Well, randomness and determinism don’t mix well on a blockchain. Every validator needs to produce the same results.

So, instead, clients pick the ID, and the program checks if it’s valid or already taken (thanks to constraints like init). If that address already exists, the instruction fails. Simple and safe.

8. Why does this handler not need a particular argument?

Sometimes you’ll look at a handler and think, “Wait, where’s the ID argument?”

The answer: it’s already in the accounts. For example, make_offer takes an explicit ID in a swap program because it needs to create a new offer. But take_offer doesn’t just read the existing offer account, which already contains that ID and all its data.

So when an argument seems missing, it’s probably coming from the accounts instead of function parameters.

9. Owner vs. Authority

This one trips up a lot of folks.

If you inspect a token account, you’ll see an owner and possibly an authority. The owner is usually the token program that’s the one managing the rules. The authority is whoever can actually sign to make changes often a PDA.

So think of it like this:

  • Owner → the system you interact with

  • Authority → the boss who gives the orders

Some explorers even mix up the terms, so don’t rely too heavily on their labels.

10. The mystery of &[&[&[u8]]]

Finally, the big one the three-layered beast.

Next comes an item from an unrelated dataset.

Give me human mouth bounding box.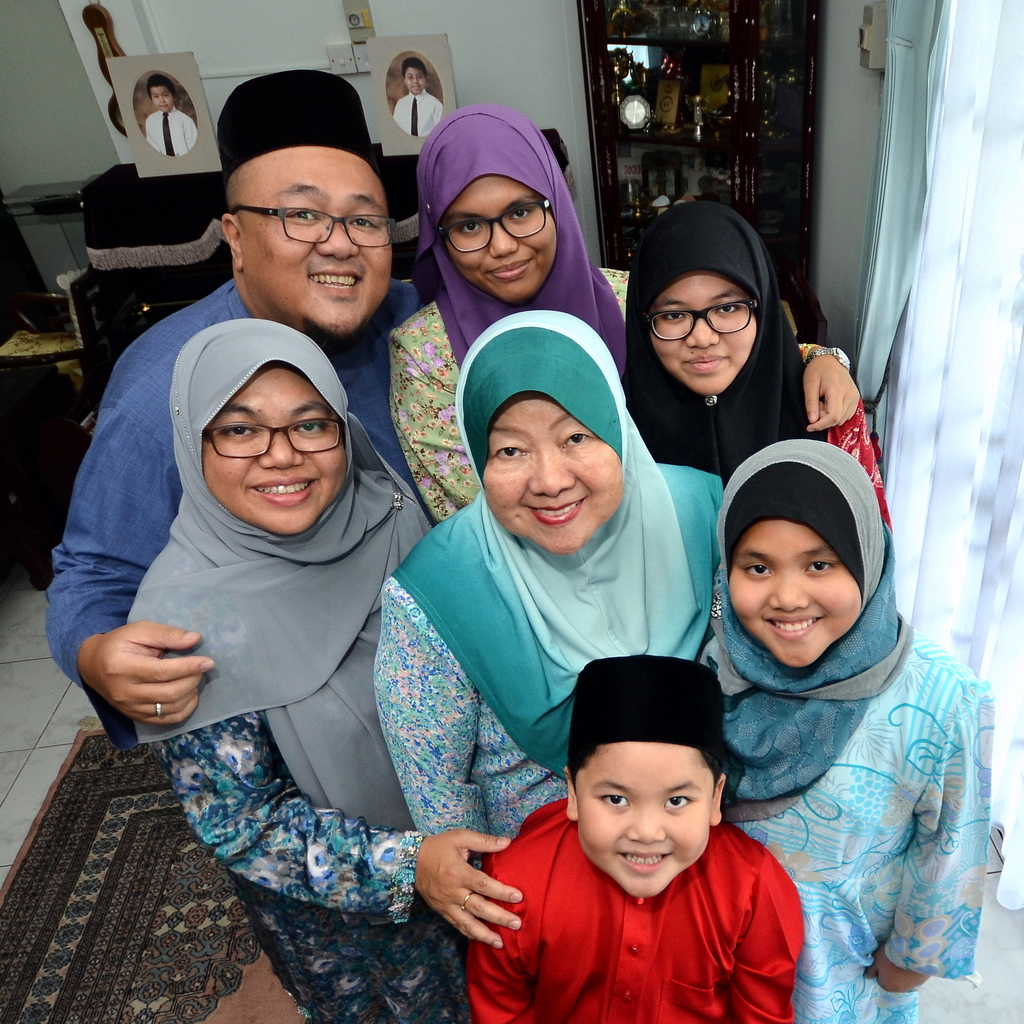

Anchor calls this signer_seeds, but Andrew Fancong once suggested a much better name: signer_seeds_bytes and he’s right.

Here’s what’s going on:

  • The outer array is the list of all signers.
  • Each inner array is a set of seeds for one signer.
  • The innermost array is the bytes that make up each seed.

So if you’re transferring tokens from an account owned by a PDA called offer, you might have one signer (offer), two seeds ("offer" and offer_id), and each seed’s bytes.

Signers → seeds → bytes. Once you see it that way, it’s really not that scary.

And that’s it. Ten of the most confusing but important Solana concepts demystified. If you remember just one thing: Solana’s naming conventions are creative. But once you get the hang of it, the logic behind the system actually makes a lot of sense.

Next Steps

  • Explore more advanced topics in Solana development, such as optimizing transaction processing and implementing complex business logic.
  • Engage with the Solana community for support and further learning resources.

By following this guide, you should have a clearer understanding of the foundational concepts in Solana development, enabling you to build more effectively on the platform.